Interviewed by John Haggerty

Read Siamak Vossoughi’s fiction piece, The Death Of Love Or The Life Of It

John: I hesitate to use this word, but there is often a sweetness in your work that is difficult to find elsewhere in literary fiction. I think writers often feel that if they’re not wrestling with huge tragedies, they are not doing serious work, but you manage profundity in these small moments of kindness and connection. How do you do that? And have you ever been tempted to throw in a zombie attack or an impalement, just to mix things up?

Siamak: Thank you for this question. I owe a lot to two writers who modeled a willingness to risk being seen as sentimental, J.D. Salinger and William Saroyan. Saroyan in particular was often dismissed as overly-sentimental to the point of being distant from the hard realities of life, when in truth, I think the exact opposite is true. I think that if a writer is sure of their relationship with life, that risk becomes much easier, and can even feel like hardly a risk at all. For myself, my relationship with life is such that I think life is the greatest thing ever. Inside of that relationship, there is all kinds of foolishness, absurdity, tragedy, and pain. I think that on some level, most people feel the same way. I like to create characters who wrestle with that paradox overtly. Usually, if I’m creating them well, there’s enough of an internal battle that a zombie attack might seem excessive. 🙂

In this story, Azadeh’s family does have a point. As a writer, I am painfully aware of the inexactitude of words, and the ability of something great, once named, to be reduced to the quotidian and the banal. How concerned should we, as writers, be about this? And is there any way to avoid these dangers?

I hear what you’re saying on this one, and I think there’s somewhat of a paradoxical answer to this one as well. ‘I love you’ spoken many times a day can have a flattening effect on the emotion, but what about the rhythm it creates over time? I grew up in a household where we didn’t say ‘I love you,’ and there isn’t exactly a precise translation that rolls of the tongue as easily as in American English, but on the other hand, there is an expression in Farsi that is often used in parting that translates to ‘I sacrifice myself for you.’ What does it mean to use that as part of one’s everyday speech? My parents would say that it isn’t meant to be taken literally, that it is a custom, and of course customs bind people together as well. In terms of writers, I think certainly we should be wary of cliché, but at the same time, a fear of sounding cliché is still fear, and I know that for me personally, I don’t do my best writing from fear.

You were born in Iran but grew up in the west. I’m always interested in how this sort of international background informs writers’ work. What are some of the advantages and disadvantages of working from your position?

There’s a lot to say about this one. For one thing, I grew up reading (and therefore emulating) the work of writers who didn’t look like me. Who not only didn’t look like me, but whose stories sometimes felt very far from my home life. It took some years to figure out what I wanted to keep from that ‘apprenticeship’ and what I wanted to discard. In some ways, a lot of possibilities opened up as well, as I was able to see myself reflected in the work of other writers of color and immigrant writers whose work portrayed a struggle to live and breathe in an America that was not always eager to let them do so. At this point, in all honesty, the advantages greatly outweigh any disadvantages. Growing up in a place different from where you’re born teaches you to look, and it’s a good habit for a writer to cultivate.

If, as Pema Chodron says, death is inevitable but the time of death is unknown, what is the most important thing? What would Azadeh say?

Well, I think Azadeh would say love is the most important thing (hard for me to disagree). But when I think of her, I think she might also say that she is never going to die, which might be the real wisdom of childhood.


== Work instruction ==
Below are some entries; state how many of their lines include the word "ffffff" and give no more than that number.

=== Input material ===

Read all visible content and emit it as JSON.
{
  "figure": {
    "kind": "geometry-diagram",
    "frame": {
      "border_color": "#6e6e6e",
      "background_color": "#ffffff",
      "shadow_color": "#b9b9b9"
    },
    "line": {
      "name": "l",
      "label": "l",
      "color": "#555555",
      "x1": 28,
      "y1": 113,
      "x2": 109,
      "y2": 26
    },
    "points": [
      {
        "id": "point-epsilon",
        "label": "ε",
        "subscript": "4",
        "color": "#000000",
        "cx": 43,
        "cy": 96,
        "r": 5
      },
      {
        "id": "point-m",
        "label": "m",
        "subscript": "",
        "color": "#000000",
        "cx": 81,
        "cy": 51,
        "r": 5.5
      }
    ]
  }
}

===
=== Input material ===

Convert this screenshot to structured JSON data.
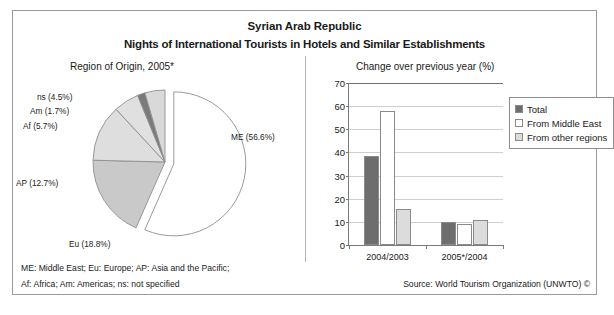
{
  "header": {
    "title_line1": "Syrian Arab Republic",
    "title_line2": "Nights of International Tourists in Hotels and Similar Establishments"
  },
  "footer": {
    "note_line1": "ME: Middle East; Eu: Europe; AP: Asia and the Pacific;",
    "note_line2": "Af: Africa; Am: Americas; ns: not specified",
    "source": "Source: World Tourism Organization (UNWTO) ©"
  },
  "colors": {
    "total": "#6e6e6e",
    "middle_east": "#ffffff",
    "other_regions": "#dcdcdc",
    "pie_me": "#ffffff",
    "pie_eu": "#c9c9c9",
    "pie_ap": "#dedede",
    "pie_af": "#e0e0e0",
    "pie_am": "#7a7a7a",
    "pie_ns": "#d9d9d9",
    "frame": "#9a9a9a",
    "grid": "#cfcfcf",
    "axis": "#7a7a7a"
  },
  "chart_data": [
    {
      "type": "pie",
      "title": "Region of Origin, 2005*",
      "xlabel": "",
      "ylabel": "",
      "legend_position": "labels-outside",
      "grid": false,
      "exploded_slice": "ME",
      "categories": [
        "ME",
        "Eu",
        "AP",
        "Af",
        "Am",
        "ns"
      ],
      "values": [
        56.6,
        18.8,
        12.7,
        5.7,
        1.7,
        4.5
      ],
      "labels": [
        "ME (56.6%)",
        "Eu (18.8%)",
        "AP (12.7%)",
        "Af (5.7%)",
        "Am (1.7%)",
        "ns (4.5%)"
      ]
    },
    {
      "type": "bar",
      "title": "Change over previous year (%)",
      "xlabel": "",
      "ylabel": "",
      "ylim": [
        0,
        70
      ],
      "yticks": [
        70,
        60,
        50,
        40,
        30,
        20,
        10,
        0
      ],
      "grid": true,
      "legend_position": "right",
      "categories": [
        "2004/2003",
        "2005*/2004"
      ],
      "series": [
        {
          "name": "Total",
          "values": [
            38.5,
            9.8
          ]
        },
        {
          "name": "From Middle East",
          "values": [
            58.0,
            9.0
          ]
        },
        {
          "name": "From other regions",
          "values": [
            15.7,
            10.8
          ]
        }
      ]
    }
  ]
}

===

== Problem solution ==
3